Liu Chun 刘春, a theoretician of and administrator in ethnic affairs from the 1930s into the 1980s, took on this precarious equivalence when he explained that the African American experience actually demonstrated key characteristics to questions of national oppression, as the primary contradiction is never between all members of one nationality and all members of another. Rather, it is a matter of the ruling class within the oppressor nation exploiting the majority of the oppressed nation, from industrial workers and laborers to the peasantry. In the United States, the reactionary ruling class of the white race did not represent the interest of every white person—a distillation which reflected ethnic dynamics within China, where full socialist liberation and the resolution of historically inherited contradictions remain incomplete. However, Liu wrote, the national bourgeoisie within oppressed nations often do join the broad masses of working people in the country to oppose structures of imperialism. As such, the proletariat should unite with them to confront imperialist oppression. At the same time, a small number of reactionaries within these oppressed nations can and do unite with the imperialists to preserve a political or economic system which benefits them. In this way, Liu wrote, African American political movements embodied the true meaning of Mao’s statement that “the essence of national oppression is class oppression.”3
These connections between race and ethnicity in post-1949 China indicate the importance of appreciating “Global Maoism” as a phenomenon that remade ideas about nationalism and liberation in China and the world. This dynamic expressed itself in diverse, varied ways. In November 1965, the folk arts division of Yunnan’s National Defense Song and Dance Troupe toured West Africa, delivering performances while learning African numbers to perform in Beijing, signaling provocative links between Yunnan and West Africa. In addition, Thomas Burnham hints at the figure of Zhang Shungao, of the Tujia minority in Yunnan and a tea specialist who received Cold War assignments in West Africa to develop local expertise in tea planting and cultivation. Among his deployments was a term in Mali from 1967 to 1974 followed by the Republic of Upper Volta, or present-day Burkina Faso, from 1977 to 1980. Beyond African American nationalists of the 1960s, other representatives of global minority groups saw in China a model and supporter of indigenous liberation. Maori delegates to China in 1973 toured ethnic homelands with a keen eye to minority self-governance and cultural self-determination under Maoism, which they contrasted with the marginalization of Maori and Polynesian communities in New Zealand.

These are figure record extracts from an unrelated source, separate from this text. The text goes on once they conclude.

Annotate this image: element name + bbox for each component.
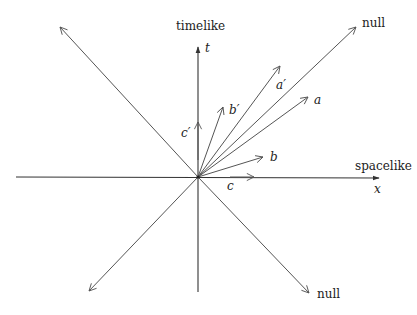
- origin-point: [196, 175, 199, 178]
- vector-a-prime-label: a′: [276, 78, 286, 92]
- vector-a: [198, 97, 308, 177]
- null-line-lower-right: [198, 177, 309, 293]
- x-axis-symbol: x: [374, 182, 381, 196]
- t-axis-symbol: t: [205, 41, 210, 55]
- null-line-lower-left: [89, 177, 198, 291]
- spacetime-diagram: timelike t spacelike x null null a′ a b′…: [0, 0, 417, 315]
- spacelike-label: spacelike: [355, 159, 412, 173]
- timelike-label: timelike: [176, 19, 225, 33]
- vector-a-prime: [198, 66, 280, 177]
- vector-a-label: a: [314, 93, 321, 107]
- vector-c-prime-label: c′: [181, 126, 191, 140]
- vector-b-label: b: [270, 150, 278, 164]
- null-label-lower: null: [317, 287, 340, 301]
- vector-b-prime-label: b′: [229, 103, 240, 117]
- null-line-upper-left: [60, 27, 198, 177]
- vector-c-label: c: [227, 179, 234, 193]
- vector-b-prime: [198, 107, 223, 177]
- vector-b: [198, 157, 263, 177]
- null-label-upper: null: [362, 16, 385, 30]
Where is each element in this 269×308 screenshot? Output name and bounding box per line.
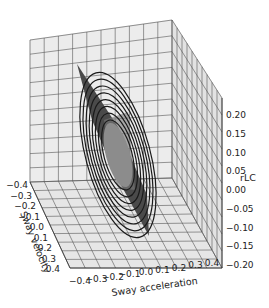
svg-text:−0.1: −0.1	[119, 269, 141, 279]
svg-text:−0.10: −0.10	[226, 223, 254, 233]
svg-text:−0.15: −0.15	[226, 241, 254, 251]
z-axis-label: rLC	[240, 172, 256, 183]
svg-text:0.3: 0.3	[188, 260, 202, 270]
svg-text:−0.4: −0.4	[6, 180, 28, 190]
svg-text:0.2: 0.2	[172, 263, 186, 273]
svg-text:0.15: 0.15	[226, 129, 246, 139]
svg-text:0.1: 0.1	[155, 265, 169, 275]
svg-text:0.20: 0.20	[226, 110, 246, 120]
svg-text:0.00: 0.00	[226, 185, 246, 195]
svg-text:0.0: 0.0	[139, 267, 154, 277]
3d-surface-plot: 0.200.150.100.050.00−0.05−0.10−0.15−0.20…	[0, 0, 269, 308]
svg-text:−0.2: −0.2	[14, 201, 36, 211]
svg-text:−0.05: −0.05	[226, 204, 254, 214]
svg-text:−0.3: −0.3	[10, 191, 32, 201]
svg-text:−0.20: −0.20	[226, 260, 254, 270]
svg-text:0.10: 0.10	[226, 148, 246, 158]
svg-text:0.4: 0.4	[205, 258, 220, 268]
z-axis-ticks: 0.200.150.100.050.00−0.05−0.10−0.15−0.20	[226, 110, 254, 270]
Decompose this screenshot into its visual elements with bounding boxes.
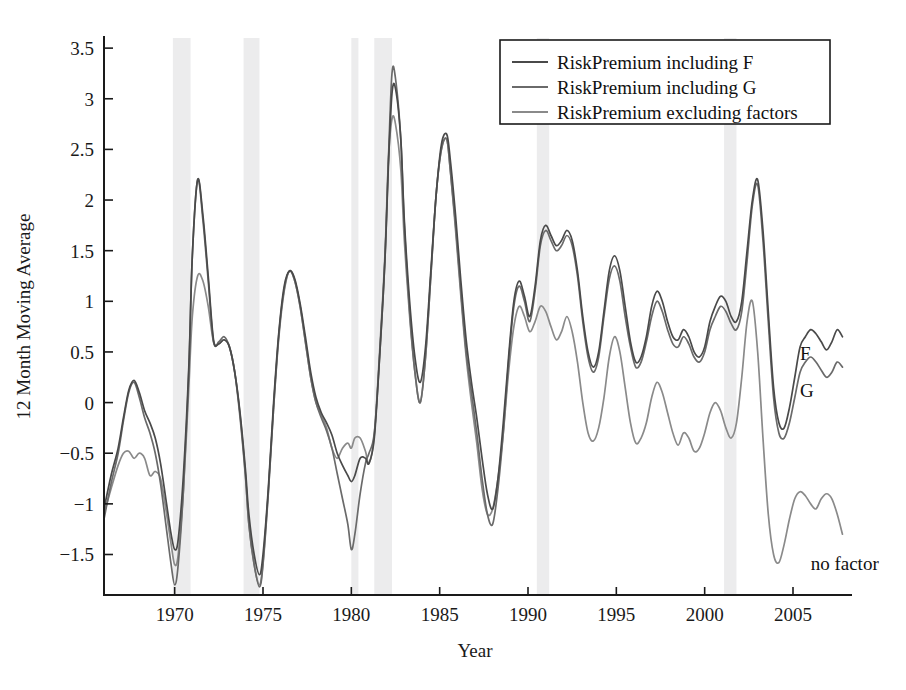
y-axis-title: 12 Month Moving Average [13, 214, 34, 420]
x-tick-label-1985: 1985 [421, 604, 459, 625]
y-tick-label-2.5: 2.5 [70, 139, 94, 160]
legend: RiskPremium including FRiskPremium inclu… [500, 40, 830, 124]
x-tick-label-1980: 1980 [332, 604, 370, 625]
y-tick-label-3: 3 [85, 89, 95, 110]
y-tick-label-3.5: 3.5 [70, 38, 94, 59]
x-tick-label-1995: 1995 [597, 604, 635, 625]
risk-premium-line-chart: 19701975198019851990199520002005 −1.5−1−… [0, 0, 906, 690]
series-label-g: G [800, 380, 814, 401]
chart-figure: 19701975198019851990199520002005 −1.5−1−… [0, 0, 906, 690]
x-tick-label-2000: 2000 [686, 604, 724, 625]
legend-label-1: RiskPremium including G [557, 77, 757, 98]
y-tick-label-1: 1 [85, 291, 95, 312]
y-tick-label--1.5: −1.5 [60, 544, 94, 565]
x-tick-label-1975: 1975 [244, 604, 282, 625]
y-tick-label-1.5: 1.5 [70, 241, 94, 262]
recession-band-1 [244, 38, 260, 595]
x-axis-title: Year [457, 640, 493, 661]
y-tick-label--0.5: −0.5 [60, 443, 94, 464]
x-tick-label-1970: 1970 [156, 604, 194, 625]
series-label-f: F [800, 343, 811, 364]
y-tick-label-0.5: 0.5 [70, 342, 94, 363]
legend-label-0: RiskPremium including F [557, 52, 753, 73]
y-tick-label-2: 2 [85, 190, 95, 211]
y-tick-label--1: −1 [74, 494, 94, 515]
x-tick-label-2005: 2005 [774, 604, 812, 625]
y-tick-label-0: 0 [85, 393, 95, 414]
legend-label-2: RiskPremium excluding factors [557, 102, 798, 123]
x-tick-label-1990: 1990 [509, 604, 547, 625]
series-label-no-factor: no factor [811, 553, 880, 574]
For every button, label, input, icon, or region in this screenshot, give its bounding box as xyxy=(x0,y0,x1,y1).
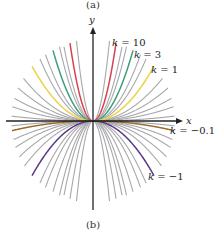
parabola-family-figure: (a) x y k = 10k = 3k = 1k = −0.1k = −1 (… xyxy=(0,0,216,234)
y-axis xyxy=(90,27,96,210)
k-label: k = 10 xyxy=(112,37,146,48)
k-label: k = 3 xyxy=(134,49,161,60)
x-axis xyxy=(6,118,183,124)
k-label: k = 1 xyxy=(151,64,178,75)
y-axis-label: y xyxy=(88,14,95,25)
k-label: k = −1 xyxy=(148,171,184,182)
caption-b: (b) xyxy=(86,219,100,230)
caption-a: (a) xyxy=(86,0,100,10)
x-axis-arrow-icon xyxy=(176,118,183,124)
y-axis-arrow-icon xyxy=(90,27,96,34)
k-label: k = −0.1 xyxy=(170,125,215,136)
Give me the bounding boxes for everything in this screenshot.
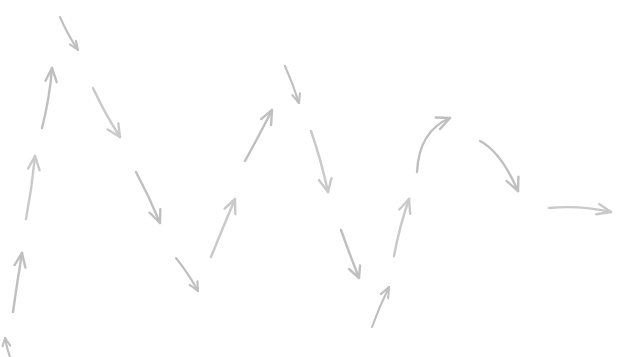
sketch-canvas	[0, 0, 624, 357]
arrow-sketch-svg	[0, 0, 624, 357]
canvas-background	[0, 0, 624, 357]
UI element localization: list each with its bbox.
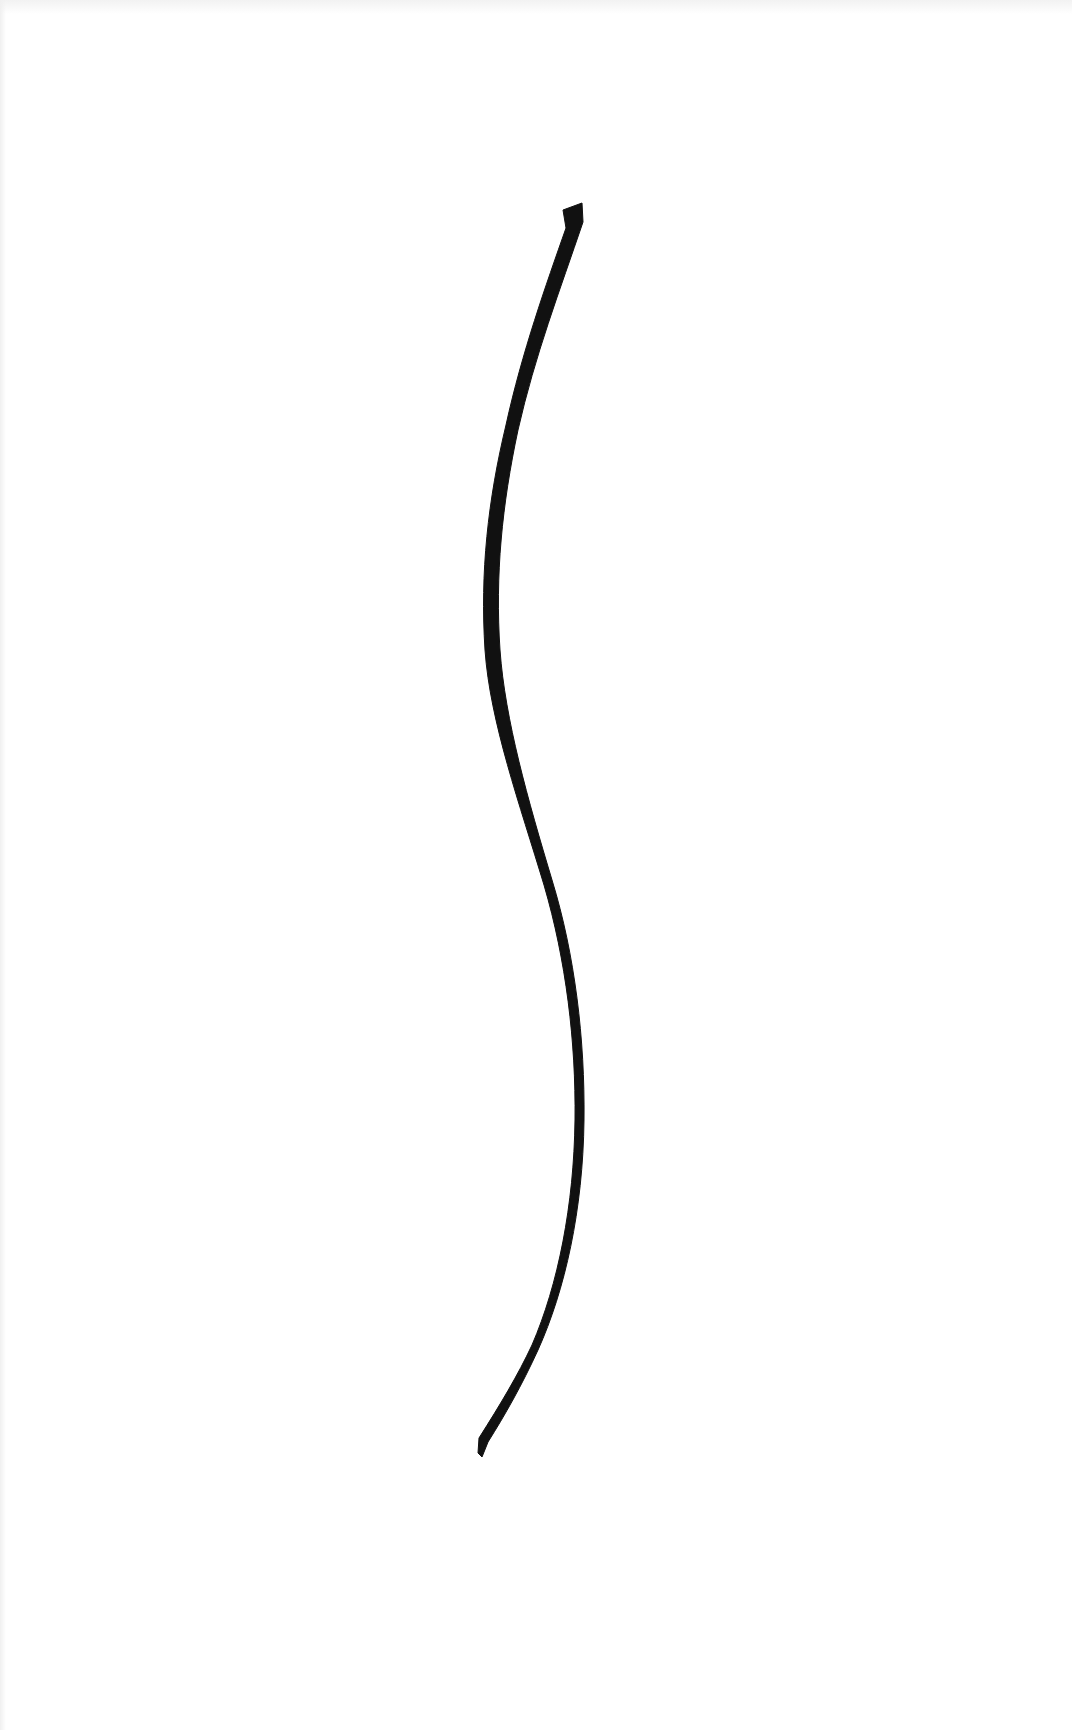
scan-edge-top	[0, 0, 1072, 14]
scan-edge-left	[0, 0, 6, 1730]
brushstroke	[0, 0, 1072, 1730]
artwork-canvas	[0, 0, 1072, 1730]
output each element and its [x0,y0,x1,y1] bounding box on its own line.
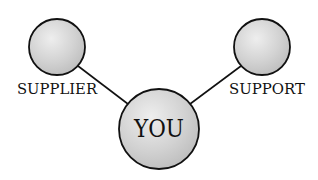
node-support [234,19,290,75]
label-you: YOU [133,115,184,143]
relationship-diagram: SUPPLIER SUPPORT YOU [0,0,318,180]
node-supplier [29,19,85,75]
label-supplier: SUPPLIER [17,80,98,98]
label-support: SUPPORT [229,80,305,98]
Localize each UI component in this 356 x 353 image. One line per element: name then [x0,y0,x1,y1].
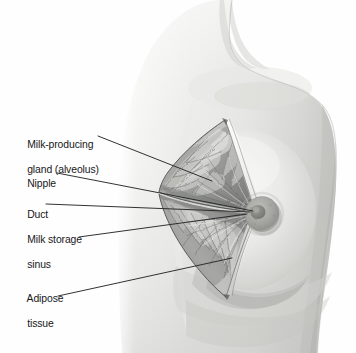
label-milk-storage-sinus-line1: Milk storage [27,234,82,245]
label-nipple-line1: Nipple [27,178,56,189]
label-adipose-tissue-line2: tissue [27,318,54,329]
label-adipose-tissue-line1: Adipose [27,293,64,304]
label-adipose-tissue: Adipose tissue [16,281,63,342]
label-milk-storage-sinus: Milk storage sinus [16,222,82,283]
label-milk-storage-sinus-line2: sinus [27,259,51,270]
label-milk-producing-gland-line1: Milk-producing [27,139,93,150]
breast-anatomy-figure: Milk-producing gland (alveolus) Nipple D… [0,0,356,353]
label-duct-line1: Duct [27,209,48,220]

In sum, these largely forgotten episodes of cultural and ideological solidarity stand as a reminder that to understand “Global Maoism” calls for seeing not only how those abroad received and retooled the theoretical contributions of Maoism, but also the ways in which ideas about race, ethnicity, and nation were transformed within China itself in the course of such exchanges.
Ruodi Duan is Assistant Professor of History and East Asian Languages & Cultures at Haverford College. Her research and teaching interests include modern Chinese social and political history, comparative ethnic studies, China-Africa relations, and international histories of the Cold War.